2023 AIChE Annual Meeting

(669g) Re-Structuring of Interfacial Water into Strongly Hydrogen Bonded “Ice-like” Structures As the Unifying Descriptor for Improving Sluggish HOR/HER in Alkaline Electrolyte

Authors

Oliveira, N. - Presenter, University of Connecticut
Yan, Y., University of Delaware
The 2 orders of magnitude loss of Platinum Group Metal (PGM) activity toward Hydrogen Oxidation and Reduction reactions (HOR/HER) has hindered implementation of alkaline electrochemical devices and highlighted a knowledge gap in our fundamental electrochemical understanding.1 Monteiro et al. showed an activity dependence on interfacial cation concentration and identity, suggesting charge dense cations better stabilize the OH- produced from unfavorable water splitting in HER near the negatively charged surface.2 We challenge this notion by demonstrating that competition for water molecules between Outer Helmholtz Plane (OHP) cations and interfacial water is responsible for the activity loss.

ATR-SEIRAS has been used to analyze the structure of cation hydration shells on Pt, where water interacts mainly with alkali metal cations through the increase of a 3600 cm-1 ν(O-H) stretch and weak interactions with surrounding interfacial water.3 Through chelation with crown ether, these hydration shells convert from strongly to weakly cation interacting, favoring instead hydrogen bonding with other water molecules, shown with increasing absorption bands at lower wavenumbers (3400 cm-1). This transition is accompanied by an increase in 3000 cm-1, assigned to strongly bonded “ice-like” interfacial water. We show similar bands for other enhancing additives in the literature, showing that increasing “ice-like” hydrogen bonded water is the unifying descriptor for improving PGM HOR/HER activity.

  1. Durst, J. et al. New insights into the electrochemical hydrogen oxidation and evolution reaction mechanism. Energy Environ. Sci. 7, 2255–2260 (2014).
  2. Monteiro, M. C. O., Goyal, A., Moerland, P. & Koper, M. T. M. Understanding Cation Trends for Hydrogen Evolution on Platinum and Gold Electrodes in Alkaline Media. ACS Catal. 11, 14328–14335 (2021).
  3. Yamakata, A. & Osawa, M. Cation-dependent restructure of the electric double layer on CO-covered Pt electrodes: Difference between hydrophilic and hydrophobic cations. J. Electroanal. Chem. 800, 19–24 (2017).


## Exercise
Below are entries; work out how many of their lines hold "name", giving only that number.

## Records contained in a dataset
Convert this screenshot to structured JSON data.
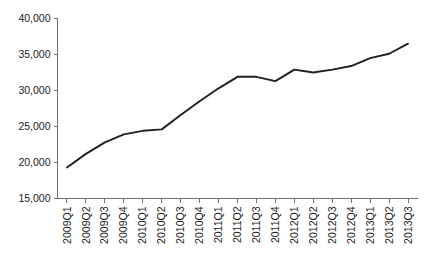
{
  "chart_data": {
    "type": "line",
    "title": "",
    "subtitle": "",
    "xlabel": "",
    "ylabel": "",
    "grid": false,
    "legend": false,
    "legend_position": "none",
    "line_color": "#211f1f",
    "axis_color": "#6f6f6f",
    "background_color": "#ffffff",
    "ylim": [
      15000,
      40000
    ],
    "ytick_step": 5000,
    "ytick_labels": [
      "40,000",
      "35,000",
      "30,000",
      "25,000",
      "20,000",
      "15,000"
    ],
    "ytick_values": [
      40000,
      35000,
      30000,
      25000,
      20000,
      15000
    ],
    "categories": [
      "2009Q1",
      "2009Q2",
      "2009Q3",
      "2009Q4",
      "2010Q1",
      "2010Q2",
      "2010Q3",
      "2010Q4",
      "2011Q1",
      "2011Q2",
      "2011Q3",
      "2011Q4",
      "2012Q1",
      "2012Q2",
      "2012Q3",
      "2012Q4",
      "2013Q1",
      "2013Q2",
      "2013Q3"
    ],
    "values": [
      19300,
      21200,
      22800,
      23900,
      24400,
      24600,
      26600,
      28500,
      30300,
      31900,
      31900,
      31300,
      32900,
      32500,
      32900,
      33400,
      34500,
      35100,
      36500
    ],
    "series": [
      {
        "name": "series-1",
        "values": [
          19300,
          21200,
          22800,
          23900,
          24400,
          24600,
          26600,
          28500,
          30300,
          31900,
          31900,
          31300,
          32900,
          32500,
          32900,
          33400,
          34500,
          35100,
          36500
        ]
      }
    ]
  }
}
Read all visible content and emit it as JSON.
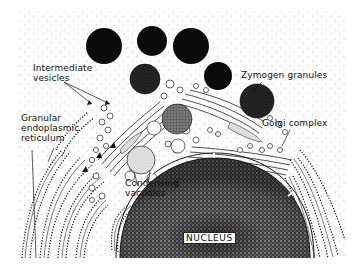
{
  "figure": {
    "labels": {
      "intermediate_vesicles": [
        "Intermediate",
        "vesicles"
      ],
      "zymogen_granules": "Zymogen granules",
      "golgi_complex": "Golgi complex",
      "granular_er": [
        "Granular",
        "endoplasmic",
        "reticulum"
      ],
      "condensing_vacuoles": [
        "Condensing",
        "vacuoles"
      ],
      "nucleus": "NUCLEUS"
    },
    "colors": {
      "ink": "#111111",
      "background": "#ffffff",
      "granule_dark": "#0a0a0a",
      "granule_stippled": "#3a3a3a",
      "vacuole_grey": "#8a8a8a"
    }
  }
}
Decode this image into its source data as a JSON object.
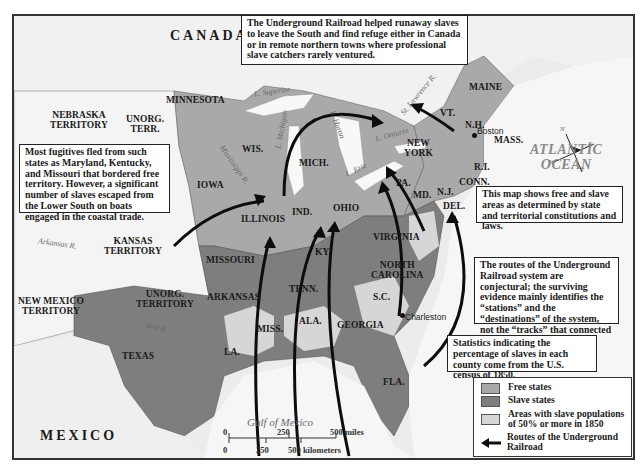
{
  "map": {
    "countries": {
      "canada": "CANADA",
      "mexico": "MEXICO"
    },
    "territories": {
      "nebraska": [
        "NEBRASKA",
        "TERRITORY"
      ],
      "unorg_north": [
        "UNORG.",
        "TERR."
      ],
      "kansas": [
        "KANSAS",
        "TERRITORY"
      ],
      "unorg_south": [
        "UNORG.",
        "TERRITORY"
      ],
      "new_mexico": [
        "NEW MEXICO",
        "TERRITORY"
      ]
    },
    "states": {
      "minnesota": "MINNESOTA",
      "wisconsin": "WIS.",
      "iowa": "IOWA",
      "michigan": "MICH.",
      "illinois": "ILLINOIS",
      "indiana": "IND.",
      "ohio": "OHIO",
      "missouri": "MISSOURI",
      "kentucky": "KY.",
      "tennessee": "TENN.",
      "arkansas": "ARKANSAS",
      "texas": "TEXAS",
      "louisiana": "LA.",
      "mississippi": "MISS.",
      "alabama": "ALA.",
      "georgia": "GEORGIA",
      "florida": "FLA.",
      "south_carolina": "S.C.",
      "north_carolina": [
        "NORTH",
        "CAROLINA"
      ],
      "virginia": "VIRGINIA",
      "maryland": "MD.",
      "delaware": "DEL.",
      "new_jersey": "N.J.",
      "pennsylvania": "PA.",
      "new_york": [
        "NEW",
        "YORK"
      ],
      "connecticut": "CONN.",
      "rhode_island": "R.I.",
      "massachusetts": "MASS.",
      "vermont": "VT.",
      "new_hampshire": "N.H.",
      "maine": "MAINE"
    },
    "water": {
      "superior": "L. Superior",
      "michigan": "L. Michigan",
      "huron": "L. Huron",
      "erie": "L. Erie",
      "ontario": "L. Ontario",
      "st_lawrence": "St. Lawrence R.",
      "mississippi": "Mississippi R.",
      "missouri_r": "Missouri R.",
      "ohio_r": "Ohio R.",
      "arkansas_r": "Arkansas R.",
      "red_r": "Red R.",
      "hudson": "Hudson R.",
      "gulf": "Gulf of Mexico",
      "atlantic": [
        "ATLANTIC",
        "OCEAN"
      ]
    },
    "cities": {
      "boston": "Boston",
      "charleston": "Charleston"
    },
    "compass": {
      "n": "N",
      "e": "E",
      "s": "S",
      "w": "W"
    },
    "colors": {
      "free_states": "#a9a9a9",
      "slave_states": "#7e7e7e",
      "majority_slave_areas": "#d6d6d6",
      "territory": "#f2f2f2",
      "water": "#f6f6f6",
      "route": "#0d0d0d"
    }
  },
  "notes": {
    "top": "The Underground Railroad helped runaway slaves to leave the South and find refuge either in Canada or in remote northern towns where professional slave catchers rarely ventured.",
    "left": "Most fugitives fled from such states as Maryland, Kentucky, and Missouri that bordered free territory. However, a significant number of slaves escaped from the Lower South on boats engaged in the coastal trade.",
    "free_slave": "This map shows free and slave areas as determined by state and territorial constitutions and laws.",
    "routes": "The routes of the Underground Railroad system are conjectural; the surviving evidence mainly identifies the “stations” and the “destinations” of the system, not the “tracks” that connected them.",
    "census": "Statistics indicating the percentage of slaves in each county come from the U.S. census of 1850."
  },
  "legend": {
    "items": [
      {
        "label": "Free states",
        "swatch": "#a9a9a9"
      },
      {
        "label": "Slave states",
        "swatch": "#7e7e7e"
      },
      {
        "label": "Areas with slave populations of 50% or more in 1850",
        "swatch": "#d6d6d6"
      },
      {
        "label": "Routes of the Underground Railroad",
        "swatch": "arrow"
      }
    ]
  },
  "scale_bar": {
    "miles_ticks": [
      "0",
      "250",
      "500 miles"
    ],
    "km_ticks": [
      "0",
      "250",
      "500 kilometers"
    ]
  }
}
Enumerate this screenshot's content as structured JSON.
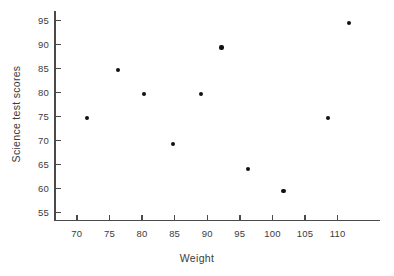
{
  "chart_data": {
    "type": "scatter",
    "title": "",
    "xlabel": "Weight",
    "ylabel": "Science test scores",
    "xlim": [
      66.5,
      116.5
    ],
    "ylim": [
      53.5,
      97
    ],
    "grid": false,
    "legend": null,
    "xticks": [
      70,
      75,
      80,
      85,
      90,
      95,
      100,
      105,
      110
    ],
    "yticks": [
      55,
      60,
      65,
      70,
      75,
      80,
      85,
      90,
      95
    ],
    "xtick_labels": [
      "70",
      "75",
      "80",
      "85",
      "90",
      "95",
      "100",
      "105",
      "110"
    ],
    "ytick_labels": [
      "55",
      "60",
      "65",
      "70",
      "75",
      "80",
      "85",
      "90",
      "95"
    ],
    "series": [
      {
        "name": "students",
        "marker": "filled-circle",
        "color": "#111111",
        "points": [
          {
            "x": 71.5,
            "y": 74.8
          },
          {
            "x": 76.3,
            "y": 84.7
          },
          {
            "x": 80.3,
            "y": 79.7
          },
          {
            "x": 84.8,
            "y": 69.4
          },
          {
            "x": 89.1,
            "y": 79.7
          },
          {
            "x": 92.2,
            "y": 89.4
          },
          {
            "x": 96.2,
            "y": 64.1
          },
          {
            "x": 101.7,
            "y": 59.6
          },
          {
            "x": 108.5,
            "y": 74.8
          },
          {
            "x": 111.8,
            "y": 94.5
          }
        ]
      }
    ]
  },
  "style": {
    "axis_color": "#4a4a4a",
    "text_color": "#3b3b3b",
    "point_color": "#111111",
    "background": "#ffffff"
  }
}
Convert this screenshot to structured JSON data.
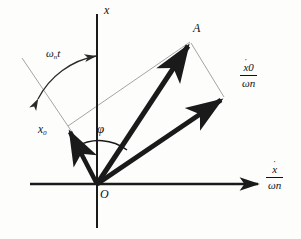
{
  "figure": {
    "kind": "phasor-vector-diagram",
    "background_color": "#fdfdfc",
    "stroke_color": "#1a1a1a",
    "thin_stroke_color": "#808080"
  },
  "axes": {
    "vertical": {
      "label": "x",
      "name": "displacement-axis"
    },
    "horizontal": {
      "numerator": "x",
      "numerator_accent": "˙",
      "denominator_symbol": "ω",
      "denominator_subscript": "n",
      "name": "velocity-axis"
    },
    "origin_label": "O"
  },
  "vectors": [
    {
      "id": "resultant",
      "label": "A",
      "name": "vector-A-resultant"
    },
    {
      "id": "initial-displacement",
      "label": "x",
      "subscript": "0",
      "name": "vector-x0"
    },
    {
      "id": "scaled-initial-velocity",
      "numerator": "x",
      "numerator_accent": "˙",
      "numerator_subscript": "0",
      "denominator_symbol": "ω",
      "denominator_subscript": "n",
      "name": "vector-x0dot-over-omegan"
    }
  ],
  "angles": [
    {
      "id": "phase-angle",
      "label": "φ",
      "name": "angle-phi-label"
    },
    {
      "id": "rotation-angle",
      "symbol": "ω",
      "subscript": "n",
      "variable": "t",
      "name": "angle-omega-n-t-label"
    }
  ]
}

## Response for this exercise
9